What a difference a few months make! In the summer Gordon
Brown was on the ropes. Over the past couple of months he has picked up a
thoroughly undeserved reputation as the ‘saviour of the world economy.’
Brown has embraced Keynesian policies wholeheartedly,
without explaining his U-turn. His solution to our economic ills is to hurl
money at them. ‘Never apologise, never explain’, seems to be his motto. So what
is making Brown look good? The Tories, that’s what.
George Osborne has set out his stall to deal with the
crisis. He wants to abolish stamp duty on sale of houses worth less than
£250,000. (Stamp duty has been put on hold by Darling since the crisis started
to bite. It hasn’t succeeded in stimulating the housing market.) He wants to
raise the threshold on inheritance tax to £1m. And he wants to cut corporation
tax from 28-25%. Come rain, shine, hail or high water the Tories have the same
economic policies – cut taxes for the rich! Apart from anything else, the rich spend
a smaller portion of their income than poor people, so tax cuts for them will
be less effective in stimulating the economy.
The Tories have come out against ‘unfunded’ tax cuts. This
means tax cuts in one sector should be matched by tax increases, or cuts in
spending elsewhere. But this is robbing Peter to pay Paul. It will not
stimulate the economy.
Osborne drones on
that, “Spending our way out of recession will not work.” In this he is at odds
with some traditionally very conservative economists. Samuel Brittan, writing
in the Financial Times, comments that, “Too few people understand that a
government’s budget is not like a family’s or a company’s. It is precisely when
the private sector is cutting down and saving that the government needs to spend
more.”
What do the Tories propose? Brown may be panicking but at
least it looks as if he is doing something. Cameron has torn up the commitment
to keep to Labour’s spending plans if and when he becomes Prime Minister. He is
repositioning his Party as one advocating cuts in government spending to pay
for tax cuts for the rich. That was Thatcher’s response to the recession of
1980. As a result Britain went into recession earlier and deeper than anywhere
else in the western world. Thatcher was hated by millions for her flinty
indifference to the hardship she inflicted on the working class. That is the
tradition the Tories are reclaiming.
Osborne continued this theme with his assault on Darling’s
pre-budget report, accusing him of "Bringing this country to the verge of
bankruptcy" by doubling the national debt and setting up "a huge
unexploded tax bombshell timed to go off at the time of the next economic
recovery".
It is true that Brown is recklessly hurling money at the
crisis. He doesn’t really know what he is doing. Brown’s horizons don’t really go beyond 2010, the last possible
date for an election. We could be looking at 3 million unemployed by then. If
so, he won’t be looking like a winner.
It is true that the spending splurge may well not work. Most
analysts believe a 2½% cut in prices by cutting VAT is too small a boost to do
much to make people go out and spend this Christmas. Brown is building up huge
debts – possibly as much as £120bn to be borrowed next year. These sums will
have to be repaid one day.
But the Tories have shown they don’t care about ordinary people.
They don’t care if there’s mass unemployment, which they called “a price worth
paying” in the 1980s. All they care about is the rich and preserving the capitalist
system that is ruining people’s lives. They
can never be the answer for working people’s problems.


### TASK GOAL
Would you please restate all of the entries exactly, apart from the pictures?

### Website and app data records
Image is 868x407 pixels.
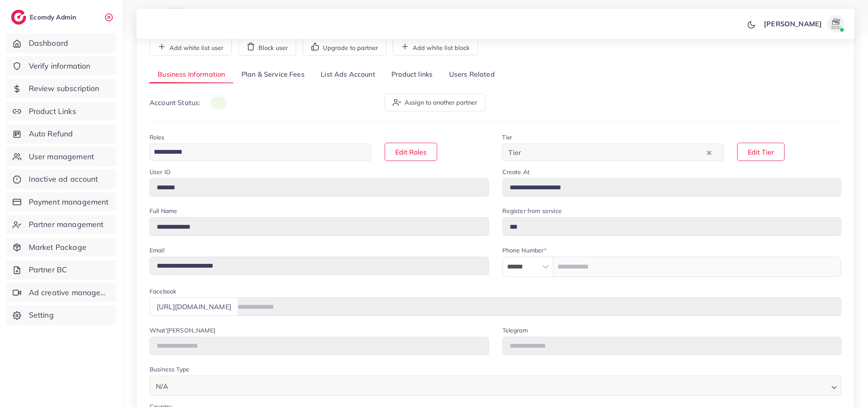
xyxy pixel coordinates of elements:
[502,247,547,255] label: Phone Number
[29,220,104,231] span: Partner management
[737,143,784,161] button: Edit Tier
[29,174,98,185] span: Inactive ad account
[383,66,440,84] a: Product links
[149,247,164,255] label: Email
[303,38,386,56] button: Upgrade to partner
[502,327,528,335] label: Telegram
[7,57,116,76] a: Verify information
[149,366,189,374] label: Business Type
[149,97,227,108] p: Account Status:
[154,381,170,393] span: N/A
[502,133,512,142] label: Tier
[149,207,177,215] label: Full Name
[29,242,86,253] span: Market Package
[7,147,116,166] a: User management
[151,146,360,159] input: Search for option
[506,146,523,159] span: Tier
[385,94,485,111] button: Assign to another partner
[392,38,478,56] button: Add white list block
[7,283,116,302] a: Ad creative management
[29,128,73,139] span: Auto Refund
[149,297,238,316] div: [URL][DOMAIN_NAME]
[30,14,78,21] h2: Ecomdy Admin
[7,34,116,53] a: Dashboard
[313,66,383,84] a: List Ads Account
[29,106,76,117] span: Product Links
[7,238,116,258] a: Market Package
[7,306,116,325] a: Setting
[502,207,562,215] label: Register from service
[149,376,841,396] div: Search for option
[763,19,822,29] p: [PERSON_NAME]
[502,144,724,161] div: Search for option
[234,66,313,84] a: Plan & Service Fees
[385,143,437,161] button: Edit Roles
[7,215,116,235] a: Partner management
[29,38,68,49] span: Dashboard
[29,151,94,162] span: User management
[11,10,78,24] a: logoEcomdy Admin
[149,66,234,84] a: Business Information
[707,148,711,157] button: Clear Selected
[29,197,109,208] span: Payment management
[149,133,164,142] label: Roles
[149,327,215,335] label: What'[PERSON_NAME]
[149,287,176,296] label: Facebook
[149,38,232,56] button: Add white list user
[149,144,371,161] div: Search for option
[7,101,116,122] a: Product Links
[239,38,296,56] button: Block user
[828,15,844,32] img: avatar
[502,168,530,176] label: Create At
[29,83,100,94] span: Review subscription
[7,124,116,144] a: Auto Refund
[29,264,67,275] span: Partner BC
[759,15,848,32] a: [PERSON_NAME]avatar
[29,287,111,298] span: Ad creative management
[170,378,828,393] input: Search for option
[7,193,116,212] a: Payment management
[7,170,116,189] a: Inactive ad account
[29,61,90,72] span: Verify information
[11,10,26,24] img: logo
[7,260,116,279] a: Partner BC
[149,168,170,176] label: User ID
[524,146,704,159] input: Search for option
[29,310,54,321] span: Setting
[7,79,116,98] a: Review subscription
[440,66,502,84] a: Users Related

### WRITTEN SOLUTION
Image is 868x407 pixels.
xyxy pixel coordinates of elements:
[502,247,547,255] label: Phone Number
[29,220,104,231] span: Partner management
[737,143,784,161] button: Edit Tier
[29,174,98,185] span: Inactive ad account
[383,66,440,84] a: Product links
[149,247,164,255] label: Email
[303,38,386,56] button: Upgrade to partner
[502,327,528,335] label: Telegram
[7,57,116,76] a: Verify information
[149,366,189,374] label: Business Type
[149,97,227,108] p: Account Status:
[154,381,170,393] span: N/A
[502,133,512,142] label: Tier
[149,207,177,215] label: Full Name
[29,242,86,253] span: Market Package
[7,147,116,166] a: User management
[151,146,360,159] input: Search for option
[506,146,523,159] span: Tier
[385,94,485,111] button: Assign to another partner
[392,38,478,56] button: Add white list block
[7,283,116,302] a: Ad creative management
[29,128,73,139] span: Auto Refund
[149,297,238,316] div: [URL][DOMAIN_NAME]
[30,14,78,21] h2: Ecomdy Admin
[7,34,116,53] a: Dashboard
[313,66,383,84] a: List Ads Account
[29,106,76,117] span: Product Links
[7,238,116,258] a: Market Package
[7,306,116,325] a: Setting
[502,207,562,215] label: Register from service
[149,376,841,396] div: Search for option
[763,19,822,29] p: [PERSON_NAME]
[502,144,724,161] div: Search for option
[234,66,313,84] a: Plan & Service Fees
[385,143,437,161] button: Edit Roles
[7,215,116,235] a: Partner management
[29,38,68,49] span: Dashboard
[29,151,94,162] span: User management
[11,10,78,24] a: logoEcomdy Admin
[149,66,234,84] a: Business Information
[707,148,711,157] button: Clear Selected
[29,197,109,208] span: Payment management
[149,133,164,142] label: Roles
[149,327,215,335] label: What'[PERSON_NAME]
[149,287,176,296] label: Facebook
[149,38,232,56] button: Add white list user
[149,144,371,161] div: Search for option
[7,101,116,122] a: Product Links
[239,38,296,56] button: Block user
[828,15,844,32] img: avatar
[502,168,530,176] label: Create At
[29,83,100,94] span: Review subscription
[7,124,116,144] a: Auto Refund
[29,264,67,275] span: Partner BC
[759,15,848,32] a: [PERSON_NAME]avatar
[29,287,111,298] span: Ad creative management
[170,378,828,393] input: Search for option
[7,193,116,212] a: Payment management
[7,170,116,189] a: Inactive ad account
[29,61,90,72] span: Verify information
[11,10,26,24] img: logo
[7,260,116,279] a: Partner BC
[149,168,170,176] label: User ID
[524,146,704,159] input: Search for option
[29,310,54,321] span: Setting
[7,79,116,98] a: Review subscription
[440,66,502,84] a: Users Related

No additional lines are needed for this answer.